L. Quincy Mumford, Librarian of Congress, and James B. Rhoads viewing the Printing of the Constitution exhibit. Image from The U.S. National Archives.

Librarian of Congress Lawrence Mumford of Pitt County

On April 22, 1954, President Dwight D. Eisenhower nominated Lawrence Quincy Mumford for the post of Librarian of Congress. Mumford was the eleventh person to hold the office and the first trained as a professional librarian.

Born near Ayden in Pitt County in December 1903, Mumford began his education in a one-room schoolhouse and continued at Duke, where received an M.A. in English in 1928. He earned a B.S. in library science from Columbia the following year.

He worked first at the New York Public Library, where he also did work for the Library of Congress, before moving to the Cleveland Public Library, where he became director in 1950.

Confirmed by the Senate in July 1954, Mumford began his tenure at the Library of Congress under a dark cloud for the institution and its leadership. At his confirmation hearings, Congress expressed dissatisfaction with the library’s increasing public service role as a national library beyond its original mission as Congress’s legislative library.
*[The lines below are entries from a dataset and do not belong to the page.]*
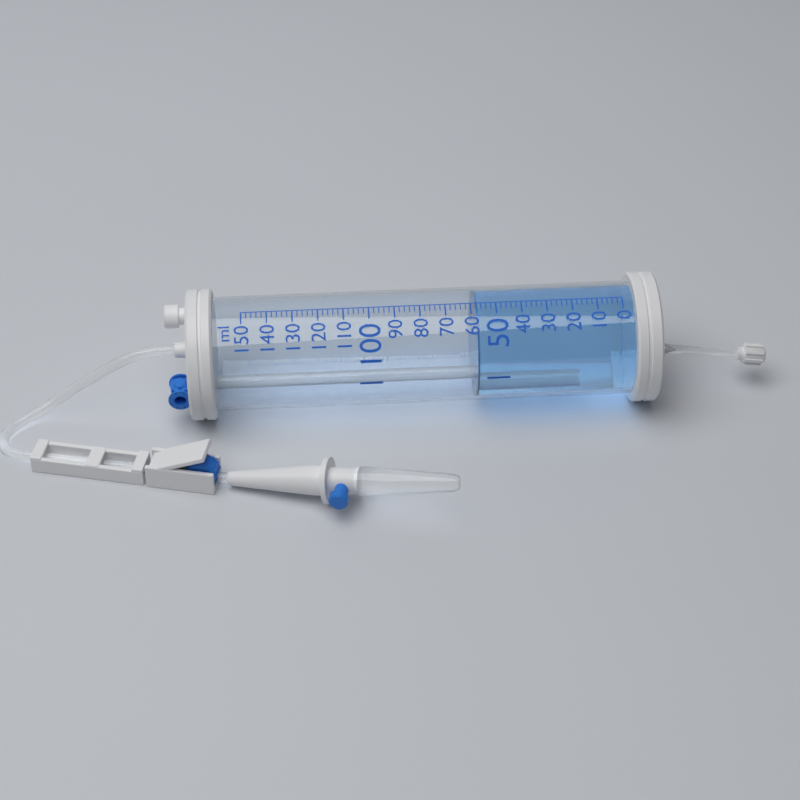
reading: 58 ml
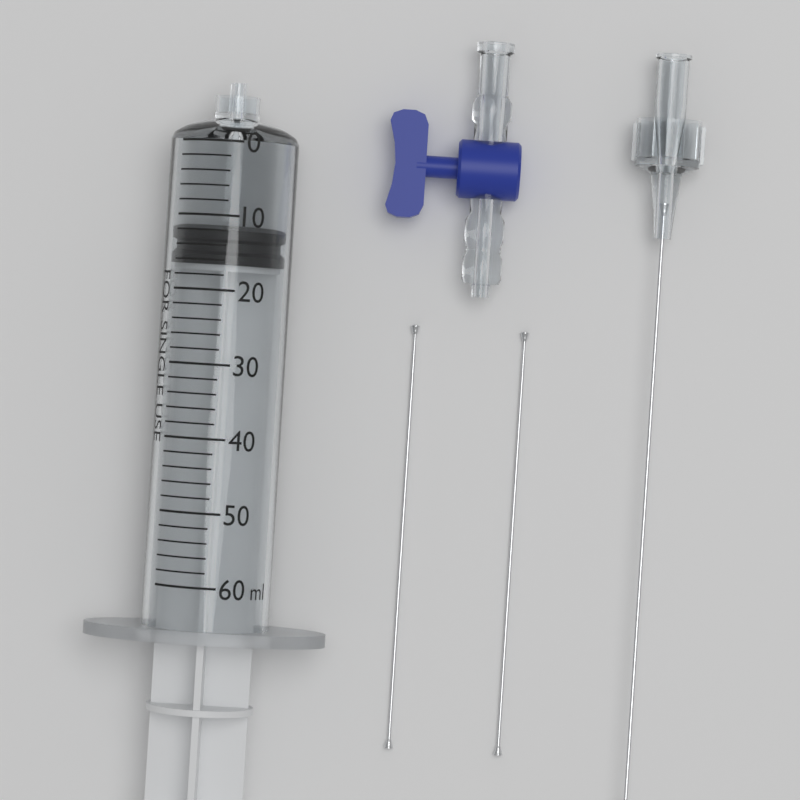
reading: 12 ml
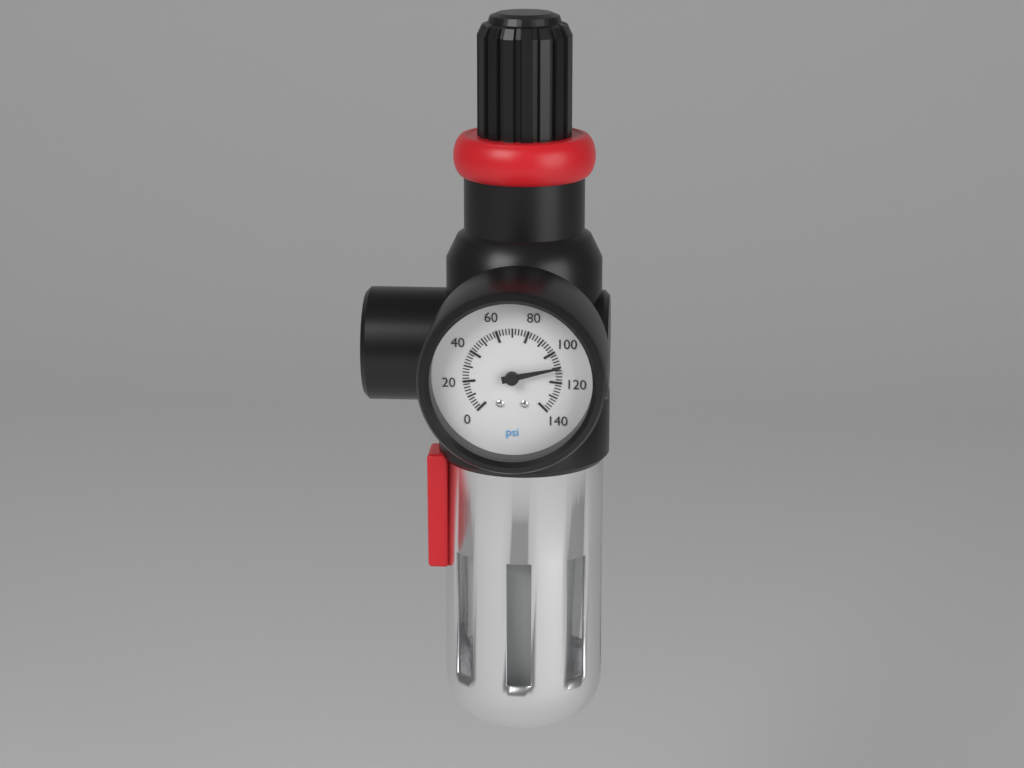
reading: 110 psi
Despite this and other tensions, Mumford’s 20 years at the Library saw extraordinary growth in its appropriations, completion of the Madison Building, adoption of the first computer-readable format for library catalog records and continued expansion of the its national role.

Mumford retired from the Library in December 1974 and died in Washington, D.C. in August 1982.

Image from The U.S. National Archives.